Posted at 12:23 PM, Nov 29, 2021
and last updated 2021-11-29 12:23:38-05

EAST LANSING, Mich. — More than half of the state of Michigan is covered by forests, which means that protecting them and understanding their role in changing the climate is very important.

Kyla Dahlin is making it her mission.

Dahlin, a professor in Michigan State University's Department of Geography, Environment, and Spatial Sciences, is studying how different tree species take up different amounts of carbon dioxide.

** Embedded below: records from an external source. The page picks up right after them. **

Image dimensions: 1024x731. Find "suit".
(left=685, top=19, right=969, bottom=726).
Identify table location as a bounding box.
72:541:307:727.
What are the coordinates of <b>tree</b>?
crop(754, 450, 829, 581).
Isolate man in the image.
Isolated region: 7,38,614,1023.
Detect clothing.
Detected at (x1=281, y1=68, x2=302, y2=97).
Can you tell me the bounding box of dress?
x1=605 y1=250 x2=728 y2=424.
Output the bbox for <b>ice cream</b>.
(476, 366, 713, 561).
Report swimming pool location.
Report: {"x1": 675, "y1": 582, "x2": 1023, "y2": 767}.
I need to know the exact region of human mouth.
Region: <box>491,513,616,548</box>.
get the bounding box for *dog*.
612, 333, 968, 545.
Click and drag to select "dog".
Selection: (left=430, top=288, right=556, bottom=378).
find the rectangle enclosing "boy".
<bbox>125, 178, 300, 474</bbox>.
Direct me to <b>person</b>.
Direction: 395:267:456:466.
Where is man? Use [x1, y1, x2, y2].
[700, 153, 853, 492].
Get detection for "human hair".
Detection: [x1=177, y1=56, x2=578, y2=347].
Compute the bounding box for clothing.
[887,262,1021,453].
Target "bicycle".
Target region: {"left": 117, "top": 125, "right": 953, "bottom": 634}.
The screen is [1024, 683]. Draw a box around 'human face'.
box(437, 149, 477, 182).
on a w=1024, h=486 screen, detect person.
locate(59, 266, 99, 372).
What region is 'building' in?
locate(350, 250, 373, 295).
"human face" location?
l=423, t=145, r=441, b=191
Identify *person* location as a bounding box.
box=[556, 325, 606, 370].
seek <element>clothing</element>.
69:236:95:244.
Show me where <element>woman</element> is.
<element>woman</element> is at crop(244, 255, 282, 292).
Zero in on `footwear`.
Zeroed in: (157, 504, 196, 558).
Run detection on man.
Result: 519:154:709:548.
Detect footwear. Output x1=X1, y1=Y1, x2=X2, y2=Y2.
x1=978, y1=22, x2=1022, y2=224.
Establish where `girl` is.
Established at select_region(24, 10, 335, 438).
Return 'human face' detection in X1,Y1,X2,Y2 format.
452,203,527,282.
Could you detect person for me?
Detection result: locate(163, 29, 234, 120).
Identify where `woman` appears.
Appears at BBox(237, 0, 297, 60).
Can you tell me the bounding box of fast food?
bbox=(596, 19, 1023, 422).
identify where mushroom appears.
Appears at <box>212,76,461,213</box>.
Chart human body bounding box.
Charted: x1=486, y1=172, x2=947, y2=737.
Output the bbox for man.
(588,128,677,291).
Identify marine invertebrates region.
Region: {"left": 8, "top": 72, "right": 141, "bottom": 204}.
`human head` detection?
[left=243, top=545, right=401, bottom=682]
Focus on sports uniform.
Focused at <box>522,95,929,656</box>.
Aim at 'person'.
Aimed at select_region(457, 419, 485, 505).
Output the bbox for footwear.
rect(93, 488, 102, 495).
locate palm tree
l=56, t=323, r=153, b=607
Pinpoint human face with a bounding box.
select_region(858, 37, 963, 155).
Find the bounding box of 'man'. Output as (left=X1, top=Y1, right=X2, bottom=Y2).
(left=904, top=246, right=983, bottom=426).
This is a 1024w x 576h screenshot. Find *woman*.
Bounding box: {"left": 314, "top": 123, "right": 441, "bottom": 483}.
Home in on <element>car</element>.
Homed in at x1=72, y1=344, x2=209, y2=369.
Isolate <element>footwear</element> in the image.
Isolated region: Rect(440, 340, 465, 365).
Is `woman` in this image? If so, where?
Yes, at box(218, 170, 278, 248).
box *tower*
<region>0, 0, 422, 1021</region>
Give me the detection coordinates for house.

The project, she said, is "relevant to climate change because trees take up a lot of the carbon dioxide that we're putting out into the environment. I think the most direct application is, if we now think about times when a landowner might get paid to keep their forest growing instead of cutting it down for some reason, if we had a system like that in place, then we need to be able to monitor those forests and understand how much carbon they are actually taking up over time."

Trees and plants are essential for taking in the carbon dioxide that humans produce. Carbon dioxide is a nutrient for trees. The more the tree absorbs, the healthier it grows.

Trees "provide clean air, and clean water. They also provide places for wildlife to live,” said Scott Whitcomb, the director of the Office of Public Lands at the Michigan Department of Natural Resources.

Whitcomb said 53 percent of Michigan is covered with forests.

“These forests and the health of them are incredibly important to Michigan,” Whitcomb said.

However, research shows that trees can only absorb a fraction of the carbon dioxide we emit when burning fossil fuels for heat, electricity, and transportation. The carbon dioxide in the atmosphere leads to climate change and global warming.

Dahlin said that what is new and interesting about her project is the new tools she is working with, including an airborne remote sensing system, an airplane that gathers information above the forests.

“Through that we collect data that we just have never been able to collect before," she said, "that is looking at both the leaf chemistry from above… and then there is a system called a LIDAR sensor that actually shoots a low-energy laser into the forest and measures how tall trees are."

This data is published on the National Ecological Observatory Network.

“If we are able to apply it across the entire world with some of these satellites that may launch in the next 5 to ten years, then we will surely be able to see forests in a way that we have never been able to see them before,” she said.

Dahlin’s project is being funded by the National Science Foundation, which awarded her more than $1 million for the five-year study.